I also freely admit that I am too lazy to go do the hunt for the biblical references that provide the intellectual and 'spiritual' authority for what I'm about to say. Take my word for it or not, as you please.

Christ is the head of the universal Church that accepts his Name. It has no other, being the Body that depends from that Head. There are three Authorities in the world that we know: the Powers Temporal, the Power Spiritual, and God.
The christian Church considers itself the Power Spiritual. The Powers Temporal are all those institutions which comprise political power; and then there is God, who is more than His Church on Earth.

It is the essence of the doctrine of St. Paul, as set forth in Hebrews and Romans, that authority on Earth is instituted by God in order to safeguard the believer's liberty to discover God for himself. It is equally essential to his doctrine in those letters that there is one priest before God for the Christian believer, that Priest being Jesus himself, who is a priest forever in the Order of Melchizedek, rather than merely a temporal substitute in the Order of the Temple Worship promulgated by Moses.

That Order passes away and is fulfilled by the coming and Resurrection of Christ, and it in is in Him, not in any temporal structure, that all power and authority is vested. If the Church was founded upon Peter, and to him were given the Keys of Heaven and Hell, means no more than that in his human fallibility he exemplifies what it is in each of us, our strength and our weakness, that opens those two doors.

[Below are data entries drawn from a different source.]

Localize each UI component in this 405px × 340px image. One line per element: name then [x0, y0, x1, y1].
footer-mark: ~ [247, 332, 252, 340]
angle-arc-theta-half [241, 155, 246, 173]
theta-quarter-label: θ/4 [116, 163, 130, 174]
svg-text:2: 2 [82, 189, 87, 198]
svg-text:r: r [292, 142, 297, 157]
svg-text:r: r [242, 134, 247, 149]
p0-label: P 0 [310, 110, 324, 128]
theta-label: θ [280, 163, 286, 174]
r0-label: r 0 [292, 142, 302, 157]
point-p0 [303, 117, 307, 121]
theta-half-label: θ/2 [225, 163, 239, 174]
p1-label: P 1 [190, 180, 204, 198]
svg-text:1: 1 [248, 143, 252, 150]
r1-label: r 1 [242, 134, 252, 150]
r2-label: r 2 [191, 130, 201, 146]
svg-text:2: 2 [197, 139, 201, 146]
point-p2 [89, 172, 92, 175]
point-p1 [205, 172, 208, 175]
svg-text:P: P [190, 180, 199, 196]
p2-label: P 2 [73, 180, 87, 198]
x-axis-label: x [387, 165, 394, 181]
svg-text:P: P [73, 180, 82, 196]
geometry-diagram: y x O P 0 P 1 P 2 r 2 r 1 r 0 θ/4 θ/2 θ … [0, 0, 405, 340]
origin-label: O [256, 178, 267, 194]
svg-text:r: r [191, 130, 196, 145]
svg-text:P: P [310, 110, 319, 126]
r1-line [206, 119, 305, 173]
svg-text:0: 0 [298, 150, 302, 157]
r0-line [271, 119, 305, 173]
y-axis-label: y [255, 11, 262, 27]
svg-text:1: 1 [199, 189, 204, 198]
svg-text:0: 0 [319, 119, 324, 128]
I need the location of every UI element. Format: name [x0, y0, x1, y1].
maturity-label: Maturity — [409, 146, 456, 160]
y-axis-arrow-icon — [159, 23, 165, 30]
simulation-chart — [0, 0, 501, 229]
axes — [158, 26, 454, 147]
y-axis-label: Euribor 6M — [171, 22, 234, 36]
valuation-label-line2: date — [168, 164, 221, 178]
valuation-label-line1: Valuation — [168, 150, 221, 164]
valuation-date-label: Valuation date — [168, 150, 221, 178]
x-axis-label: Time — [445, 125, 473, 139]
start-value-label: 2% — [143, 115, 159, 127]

It does not mean that his supposed successors are thereby granted some authority to dictate to the consciences of others how or in what way their faith is best expressed.

Men are fallible. God is not. If men in the Church were faithful, if they were truly filled with the Spirit, then God would rule all to peace through that Spirit, and not even the possibility of legalism would exist. If the christian Church is plagued by legalism it is because it is not full of the Spirit, but possessed by the Spirit of this world (to speak in terms a christian will comprehend).

Anarchism, the anarchism which ensues when men truly expose themselves to God, is not disorder. But it is non-hierarchical, non-generational, not determined by gender or color or any other material consideration.

Authority, in a Spirit-determined order is opportunistic, speaking through those best capable of clearly hearing its requirements. It has no fixed location. It undertakes no project which will be to its profit, but only those which enhance its honour. It is non-transferable, temporary, and impermanent.

But because it is of God, if the Apostle Paul is to be believed, it is purposeful, coherent, and intelligible.

This Spiritual authority is anti-thetical to everything we understand by the term: irrational, non-centered, non-'authoritarian'. Which perhaps explains why it's never been implemented as an organizational principle, within or without the Church.

Any attempt to implement it would require an abandonment to charity that appears singularly unlikely when contemporary christianity is largely dominated by intransigent fundamentalism, a fundamentalism which is bound to grow and increase as christianity once more faces its ancient enemy - militant islam.